In article <csc843$oru$>,
=?iso-8859-2?Q?Jan_Werbi=F1ski?= <> wrote:
:Hardware bandwidth controllers are quite expensive - Planet 10 Mbps is about
:1000 euro.
Packeteer's PacketShaper is much more expensive than that

About $US7500 for PacketShaper 2500 with 10 M license (the maximum
for the device),
About $US12500 for PacketShaper 6500 with 10 M license (the minimum
for the device), about $US17000 for the fibre-equipped equivilent.
:So with IOS I can only have static bandwidth limits and Qos? Is this
:correct?
So far in my examination of Cisco's QoS, I have not seen any ability to
define per-connection limits at all. You can define QoS in terms of
policy maps, but those maps appear to have the usual classification
features -- packet size or layer-4 access-list match. Thus one could
say that "all traffic from port 80 at IP X together is allowed 128
Kbps" [which you would presumably apply at your network edge if X was
an external system so as to control the rate at which return traffic
used internal network resources], but in what I have seen so far, there
is no provision for "each outgoing connection to port 80 at IP X is
allowed 32 Kbps worth of return traffic." I have, though, not
investigated the capabilities of Cisco's content service switches
nor of the GSR line.
--
Usenet is one of those "Good News/Bad News" comedy routines.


> _HOW TO COMPLETE THIS TASK_
Copy exactly the lines of the records below, and only those lines, beginning with the line that contains "Image resolution: width=901" and ending with the line that contains "What do you see at coordinates (63, 105)".

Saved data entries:
Segment Open

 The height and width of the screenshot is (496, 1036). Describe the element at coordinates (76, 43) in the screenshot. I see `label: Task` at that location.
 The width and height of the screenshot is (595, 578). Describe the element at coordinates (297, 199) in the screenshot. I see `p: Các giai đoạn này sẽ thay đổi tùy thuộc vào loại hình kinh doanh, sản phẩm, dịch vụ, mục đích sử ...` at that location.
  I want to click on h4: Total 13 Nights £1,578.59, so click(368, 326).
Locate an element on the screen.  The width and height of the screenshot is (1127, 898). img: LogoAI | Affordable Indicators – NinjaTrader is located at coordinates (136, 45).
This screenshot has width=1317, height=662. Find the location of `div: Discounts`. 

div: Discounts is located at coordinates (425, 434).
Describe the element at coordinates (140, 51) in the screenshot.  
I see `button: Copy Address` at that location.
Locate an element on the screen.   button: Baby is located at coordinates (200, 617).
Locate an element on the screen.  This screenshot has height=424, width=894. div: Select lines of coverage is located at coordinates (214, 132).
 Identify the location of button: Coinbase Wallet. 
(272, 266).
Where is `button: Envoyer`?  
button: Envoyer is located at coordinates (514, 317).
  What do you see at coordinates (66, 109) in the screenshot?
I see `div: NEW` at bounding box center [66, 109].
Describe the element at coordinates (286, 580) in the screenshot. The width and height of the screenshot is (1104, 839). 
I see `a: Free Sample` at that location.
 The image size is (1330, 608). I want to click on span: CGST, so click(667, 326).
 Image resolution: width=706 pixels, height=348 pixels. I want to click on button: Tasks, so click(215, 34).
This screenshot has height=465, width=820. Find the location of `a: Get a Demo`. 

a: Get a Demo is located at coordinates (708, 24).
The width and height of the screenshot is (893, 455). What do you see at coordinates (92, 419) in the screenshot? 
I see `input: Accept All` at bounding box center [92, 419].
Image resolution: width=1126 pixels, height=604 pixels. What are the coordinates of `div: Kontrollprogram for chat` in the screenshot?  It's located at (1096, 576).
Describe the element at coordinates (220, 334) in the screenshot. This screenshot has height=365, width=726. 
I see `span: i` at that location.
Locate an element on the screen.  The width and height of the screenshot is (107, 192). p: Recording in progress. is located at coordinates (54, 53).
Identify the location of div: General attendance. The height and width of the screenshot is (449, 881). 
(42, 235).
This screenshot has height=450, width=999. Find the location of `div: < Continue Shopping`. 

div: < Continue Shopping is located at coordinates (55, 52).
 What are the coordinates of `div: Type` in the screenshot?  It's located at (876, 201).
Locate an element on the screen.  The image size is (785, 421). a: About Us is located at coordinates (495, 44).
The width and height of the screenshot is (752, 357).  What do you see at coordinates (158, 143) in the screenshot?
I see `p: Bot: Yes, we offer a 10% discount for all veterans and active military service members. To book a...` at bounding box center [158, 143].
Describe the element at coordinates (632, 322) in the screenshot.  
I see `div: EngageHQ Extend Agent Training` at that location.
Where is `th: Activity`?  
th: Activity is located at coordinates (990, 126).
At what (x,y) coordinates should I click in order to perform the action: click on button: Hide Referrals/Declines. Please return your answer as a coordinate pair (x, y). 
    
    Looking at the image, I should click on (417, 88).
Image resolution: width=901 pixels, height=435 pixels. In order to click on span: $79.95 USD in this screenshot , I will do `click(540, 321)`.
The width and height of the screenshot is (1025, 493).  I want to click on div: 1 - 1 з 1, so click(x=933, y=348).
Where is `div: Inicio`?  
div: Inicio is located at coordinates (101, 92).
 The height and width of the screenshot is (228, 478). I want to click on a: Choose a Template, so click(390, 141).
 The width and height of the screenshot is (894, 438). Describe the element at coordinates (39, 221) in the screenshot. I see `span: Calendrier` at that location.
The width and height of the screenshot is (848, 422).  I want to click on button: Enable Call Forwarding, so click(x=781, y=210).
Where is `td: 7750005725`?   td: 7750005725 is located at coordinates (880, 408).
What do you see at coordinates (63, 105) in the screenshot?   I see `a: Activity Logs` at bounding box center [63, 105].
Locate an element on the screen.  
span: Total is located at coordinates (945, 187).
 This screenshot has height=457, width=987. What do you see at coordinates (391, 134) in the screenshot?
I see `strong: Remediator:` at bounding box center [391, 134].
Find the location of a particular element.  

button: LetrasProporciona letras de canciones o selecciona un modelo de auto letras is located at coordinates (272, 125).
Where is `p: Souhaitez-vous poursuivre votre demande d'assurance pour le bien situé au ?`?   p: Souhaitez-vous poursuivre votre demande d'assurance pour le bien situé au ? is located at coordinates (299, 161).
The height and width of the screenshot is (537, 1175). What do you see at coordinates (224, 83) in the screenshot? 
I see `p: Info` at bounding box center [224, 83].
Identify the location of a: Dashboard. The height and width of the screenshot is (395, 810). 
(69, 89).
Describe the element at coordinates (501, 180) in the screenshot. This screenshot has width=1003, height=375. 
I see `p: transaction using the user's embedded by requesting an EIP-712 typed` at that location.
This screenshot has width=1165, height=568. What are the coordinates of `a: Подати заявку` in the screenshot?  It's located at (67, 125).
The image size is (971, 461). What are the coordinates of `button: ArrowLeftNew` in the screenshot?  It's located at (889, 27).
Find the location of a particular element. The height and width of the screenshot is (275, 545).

Segment Closed

> _EXERCISE OUTPUT_
Image resolution: width=901 pixels, height=435 pixels. In order to click on span: $79.95 USD in this screenshot , I will do `click(540, 321)`.
The width and height of the screenshot is (1025, 493).  I want to click on div: 1 - 1 з 1, so click(x=933, y=348).
Where is `div: Inicio`?  
div: Inicio is located at coordinates (101, 92).
 The height and width of the screenshot is (228, 478). I want to click on a: Choose a Template, so click(390, 141).
 The width and height of the screenshot is (894, 438). Describe the element at coordinates (39, 221) in the screenshot. I see `span: Calendrier` at that location.
The width and height of the screenshot is (848, 422).  I want to click on button: Enable Call Forwarding, so click(x=781, y=210).
Where is `td: 7750005725`?   td: 7750005725 is located at coordinates (880, 408).
What do you see at coordinates (63, 105) in the screenshot?   I see `a: Activity Logs` at bounding box center [63, 105].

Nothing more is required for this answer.